4/11/10 Why do I pay only $474 in Virginia income tax?
4/7/10 Grassroots Response to Health Care Passage
4/3/2010 Grassroots group eyes reform
3/30/10 Augusta Free Press audio show on VOP's state budget proposals
3/15/10 New Yorker audio slides on Martinsville, site of VOP's newest office
1/22/10 VOP on NPR's Morning Edition
Great New Books on Organizing:
With headwaters in southwest Virginia’s Jefferson National Forest, Dry Creek usually lives up to its name. Water from the creek sinks into a cave system, leaving a bare streambed in the lower reaches.
But not always.
As reported in this magazine’s October 2006 issue, after years of logging in the headwaters, Dry Creek rose rapidly on July 29, 2001, causing widespread property damage to the private landowners downstream. In a nearby watershed which had also been affected by logging, flooding washed a man to his death.
Charlie Osborne is one of many private landowners who live downstream from the National Forest around High Knob. “The Dry Creek watershed is like a funnel, and we’re right here at the mouth of the funnel,” he said. “The day it flooded, we had about 20 minutes from when it hit that bridge to when I came in and it was up to the floorboards of my four-wheel-drive truck.”
High Knob is a mountain that straddles the line between two counties. One is Scott County, with a poverty rate 75 percent higher than the Virginia state average, and the other is Wise County, with a poverty rate 108 percent higher than the Virginia state average. The rural communities adjacent to the National Forest are dominated by small family farms. These small landowners feel they can’t influence U.S. Forest Service’s management decisions, but they are the ones stuck picking up the pieces when flooding events occur.
Osborne’s 92-year-old father reported that 2001 was the first year Dry Creek had overflowed its banks in almost 150 years. Scientific studies have shown that extensive logging can result in flooding, so the Dry Creek flood was no surprise to The Clinch Coalition, a grassroots group devoted to protecting the National Forest around High Knob. But the group was surprised in 2006 when the U.S. Forest Service proposed logging another 371 acres in the same watershed.
The Clinch Coalition went into action as soon as they heard about the proposed timber sale. Over the next year, they worked to extend the comment period, arranged a public meeting to give local landowners a chance to speak their mind to the Forest Service, and then submitted a request for the timber sale to be canceled.
Diana Withen, The Clinch Coalition president, was delighted when the Back Valley timber sale was withdrawn by the Forest Service in 2007. “The public has spoken,” Withen said. “Let’s work together and jointly manage our public lands in a way that keeps southwestern Virginia a beautiful and wonderful place to live.”
The local landowners’ relief was short-lived, however. This year, the Forest Service resubmitted the same plan and, despite an appeal by The Clinch Coalition, approved the Back Valley timber sale. Logging may occur in the watershed as early as this winter.
With no other legal recourse, The Clinch Coalition has decided to take pre-emptive action, blending activism, education and science in a citizen monitoring program aimed at preventing unsustainable land management practices in the National Forest. In a study launched in 2007, the Coalition set up permanent vegetation plots in the Joel Branch timber sale, another area slated to be logged near the Dry Creek watershed. Volunteers systematically counted trees, shrubs and herbs to collect baseline data. If the worst happened, the group would be able to scientifically prove the negative ecological effects of unsustainable logging practices.
The results have already been much better than The Clinch Coalition anticipated. No logger is willing to bid on the Joel Branch timber sale, so logging has not occurred!
This summer, The Clinch Coalition expanded their citizen monitoring program to encompass testing the major streams running out of High Knob — including Dry Creek. They follow Virginia Save Our Streams protocols to sample aquatic macroinvertebrates. Like other plants and animals, different types of aquatic macroinvertebrates live in different niches — some prefer clear, cool streams with fast-flowing water while others thrive in polluted water below straight-pipes. By counting the number of each type of macroinvertebrate in the water, the volunteers are able to determine the relative health of the stream.
Like the vegetation surveys completed the year before, the stream monitoring is meant to provide baseline data so that the group can prove that sedimentation and other factors resulting from clearcutting harm the region’s water quality. The Clinch Coalition hopes that their citizen monitoring program will help hold the Forest Service accountable in a region where National Forest management decisions have traditionally ignored the input of local residents.
“Our stream monitoring program is also just plain fun,” said Clinch Coalition member Carmen Cantrell from Norton. “Who can resist wading in a stream on a summer day?”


Where a picture shows up in the listing below, omit it and output the rest exactly.

[Start of Attachment]

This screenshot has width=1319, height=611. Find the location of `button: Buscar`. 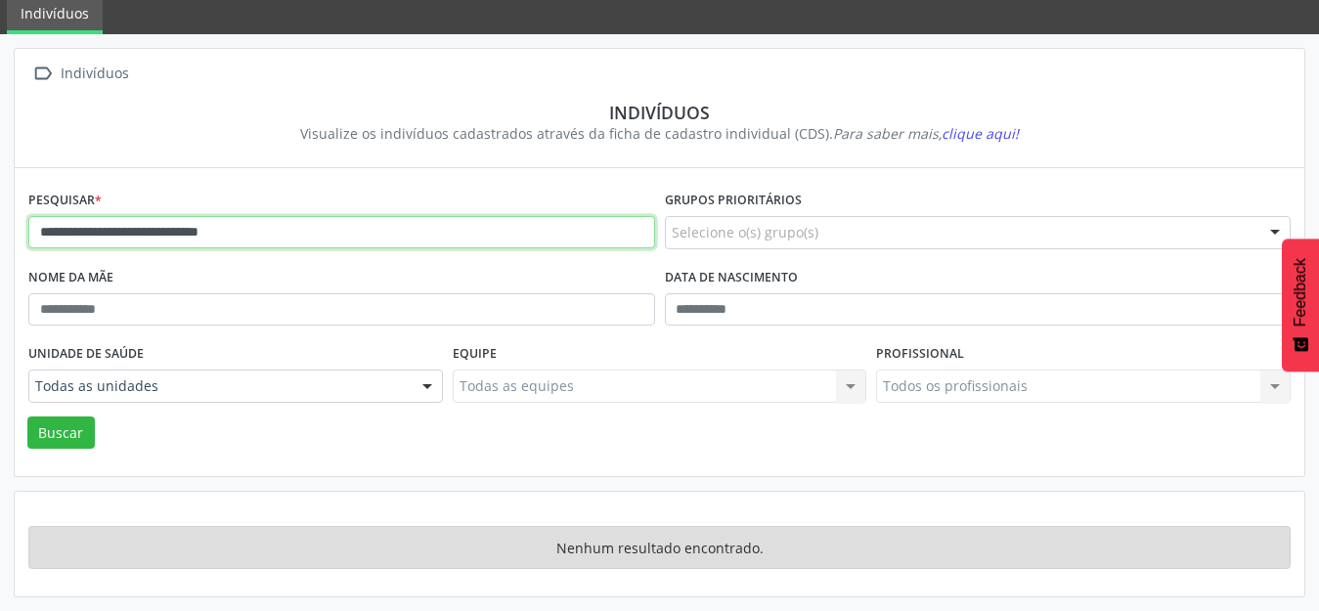

button: Buscar is located at coordinates (61, 433).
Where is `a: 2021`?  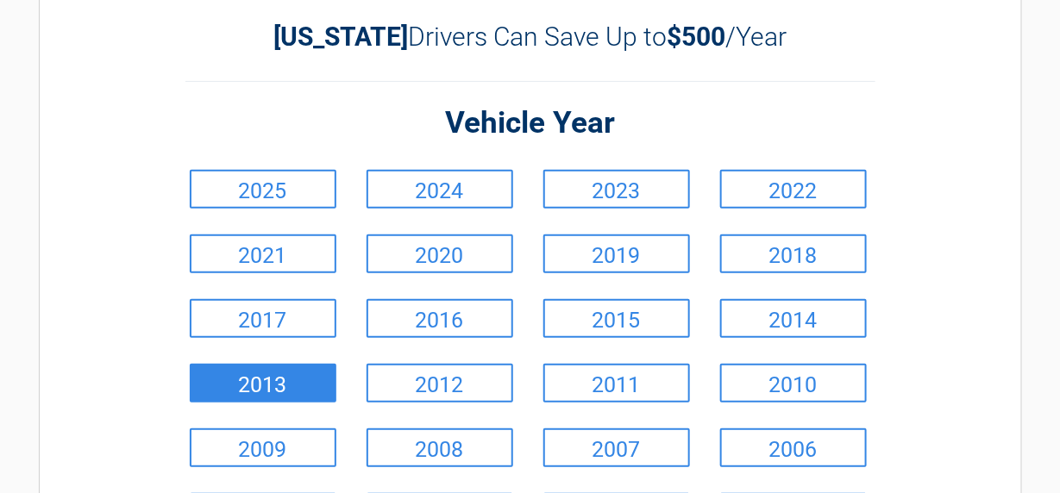
a: 2021 is located at coordinates (263, 254).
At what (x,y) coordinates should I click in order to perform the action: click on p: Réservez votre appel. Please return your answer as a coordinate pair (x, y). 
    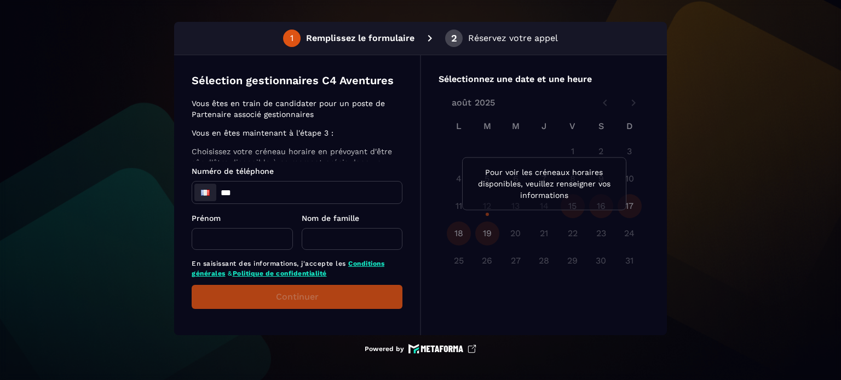
    Looking at the image, I should click on (513, 38).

[End of Attachment]

> _RESULT BELOW_:
This screenshot has width=1319, height=611. Find the location of `button: Buscar`. 

button: Buscar is located at coordinates (61, 433).
Where is `a: 2021`?  
a: 2021 is located at coordinates (263, 254).
At what (x,y) coordinates should I click in order to perform the action: click on p: Réservez votre appel. Please return your answer as a coordinate pair (x, y). 
    Looking at the image, I should click on (513, 38).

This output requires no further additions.